God writes straight with crooked lines. We know that expression, though we rarely apply it to sacred history or to the birth of Jesus. We should. The Christmas story is written with some pretty crooked lines.
The renowned biblical scholar, Raymond Brown, writes up a particularly insightful piece on the origins of Jesus as described in Matthew’s gospel, where Matthew, in a text we like to ignore, traces the lineage of Jesus from Abraham to Mary. What Matthew reveals in his list of people begetting other people is, as Brown highlights, quite a checkered story. Jesus’ family tree contains as many sinners as saints and his origins take their roots too in the crooked lines written by liars, betrayers, adulterers, and murderers. Jesus was pure, but his origins were not.
Matthew begins his story of the origins of Jesus with Abraham, who fathers Isaac and then sends his other son, Ishmael, and his mother packing, off into the desert, to be rid of them. Not quite what you would expect from the great patriarch. How can that be fair and how can that be justified? Then Jacob steals his older brother’s blessing from Isaac (just as Israel itself earlier had seized the land of Canaan from a people who had a prior claim). Next, among all the sons of Jacob, Joseph is clearly the most worthy, but he is not the one who gets chosen. Judah, who had sold Joseph into slavery out of jealousy and then impregnated his own daughter-in-law, taking her to be a prostitute, is the one who gets chosen. It is fair to ask the question, why Judah?
Then Matthew lists the names of fourteen kings who are part of the genetic origins of Jesus. Of those fourteen, only two, Hezekiah and Josiah, were considered faithful to God as judged by the Book of Kings. The rest, in Brown’s words, were “adulterers, murderers, incompetents, power-seekers, and harem-wastrels.” And then there is David, the great king, from whose lineage the gospels proudly proclaim that Jesus descends. Admittedly, David was a great man, humanly and spiritually; he united the community, built the temple, and wrote the psalms, but he was also an adulterer who covered sin by murder.
Finally there is the question of which women are named as significant in Jesus’ lineage. Instead of naming Sarah, Rebekah, and Rachel, Matthew names instead: Tamar, Rahab, Ruth, and Bathsheba, before finally naming Mary, as Jesus’ mother. A curious selection: Tamar was a Canaanite woman who, because she had been left childless by two of Judah’s sons, disguised herself as a prostitute and seduced Judah himself. Rahab was a real prostitute, though her kindness protected Israel’s spies during the conquest of the promised land. Ruth, like Tamar, was foreigner, and Bathsheba, as we know, was the woman David seduced before he had her husband killed. The scandal of their affair and the death of their illegitimate child didn’t prevent her from scheming to insure that one of her children became heir to the throne.
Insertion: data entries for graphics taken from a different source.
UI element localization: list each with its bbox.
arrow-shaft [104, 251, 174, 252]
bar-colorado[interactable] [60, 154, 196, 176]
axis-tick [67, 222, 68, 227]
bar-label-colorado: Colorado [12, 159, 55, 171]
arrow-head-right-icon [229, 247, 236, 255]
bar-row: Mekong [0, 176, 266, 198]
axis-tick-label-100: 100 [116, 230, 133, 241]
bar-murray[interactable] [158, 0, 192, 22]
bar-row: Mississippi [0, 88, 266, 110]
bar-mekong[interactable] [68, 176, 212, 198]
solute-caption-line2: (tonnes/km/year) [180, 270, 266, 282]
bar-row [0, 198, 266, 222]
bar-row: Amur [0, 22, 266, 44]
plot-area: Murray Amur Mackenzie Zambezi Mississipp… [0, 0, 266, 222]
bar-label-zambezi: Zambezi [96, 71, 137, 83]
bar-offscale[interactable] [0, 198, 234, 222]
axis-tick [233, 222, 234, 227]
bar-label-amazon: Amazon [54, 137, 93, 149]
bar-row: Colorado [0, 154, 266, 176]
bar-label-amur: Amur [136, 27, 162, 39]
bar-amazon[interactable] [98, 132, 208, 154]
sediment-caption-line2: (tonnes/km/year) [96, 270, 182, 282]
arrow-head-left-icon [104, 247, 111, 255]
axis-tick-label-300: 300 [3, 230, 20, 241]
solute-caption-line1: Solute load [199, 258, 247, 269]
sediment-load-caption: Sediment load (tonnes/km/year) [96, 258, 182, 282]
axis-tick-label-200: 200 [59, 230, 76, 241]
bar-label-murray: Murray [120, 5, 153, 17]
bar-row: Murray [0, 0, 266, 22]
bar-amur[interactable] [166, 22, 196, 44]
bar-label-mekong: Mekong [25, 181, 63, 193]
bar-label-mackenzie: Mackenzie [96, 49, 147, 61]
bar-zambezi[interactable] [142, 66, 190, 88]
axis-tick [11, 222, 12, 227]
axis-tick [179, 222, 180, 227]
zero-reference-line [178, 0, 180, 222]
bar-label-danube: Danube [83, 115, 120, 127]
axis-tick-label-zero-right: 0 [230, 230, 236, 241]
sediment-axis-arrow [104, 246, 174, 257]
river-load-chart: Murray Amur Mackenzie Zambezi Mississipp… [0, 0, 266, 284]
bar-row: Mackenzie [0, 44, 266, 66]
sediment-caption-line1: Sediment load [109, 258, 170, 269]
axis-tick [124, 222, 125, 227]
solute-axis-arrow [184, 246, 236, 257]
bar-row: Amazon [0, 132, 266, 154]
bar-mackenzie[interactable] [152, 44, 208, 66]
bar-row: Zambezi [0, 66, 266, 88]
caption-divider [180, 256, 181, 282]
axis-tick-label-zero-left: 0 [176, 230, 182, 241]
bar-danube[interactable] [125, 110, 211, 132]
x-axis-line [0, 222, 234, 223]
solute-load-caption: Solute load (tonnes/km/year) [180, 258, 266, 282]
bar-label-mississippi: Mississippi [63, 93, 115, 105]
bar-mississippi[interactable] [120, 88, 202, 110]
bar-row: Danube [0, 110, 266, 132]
Each of these women had marital issues that contained elements of irregularity or scandal and yet each was able to be an instrument in God’s birth on this planet. Clearly Matthew highlights their names to set the stage for Mary, whose pregnancy is also irregular, since Jesus had no human father.
The last part of the genealogy contains mostly names of unknown persons, no-names. That too is important since, if unknown persons contributed so significantly to Jesus’ origins, then we too are not too insignificant, unimportant, or anonymous to contribute to the continuation of that story.
God writes straight with crooked lines. Nowhere is this more evident than in the birth of Jesus. There is an important challenge in this. To quote Raymond Brown: If the beginning of the story involved as many sinners as saints, so has the sequence. … The God who wrote the beginning with crooked lines also writes the sequence with crooked lines, and some of those lines are our own lives and witness. A God who did not hesitate to use the scheming as well as the noble, the impure as well as the pure, men to whom the world hearkened and women upon whom the world frowned – this God continues to work with the same mélange.
Perhaps the real challenge in all of this comes to those of us who would want to accept only an idealized portrait of Jesus’ birth, one that has only straight lines, no impurities, no dark colors. But, despite our struggle to digest this, it is important that we do so because what is highlighted by the Gospels in the birth of Jesus throws light on all subsequent Christian history and on our own lives. Grace is pure, but we who mediate it often aren’t. Still God’s love and God’s plan aren’t derailed by our infidelities, sin, and scheming. God’s designs for grace still somehow work and this, Raymond Brown points out, is not a lesson in discouragement, but in encouragement.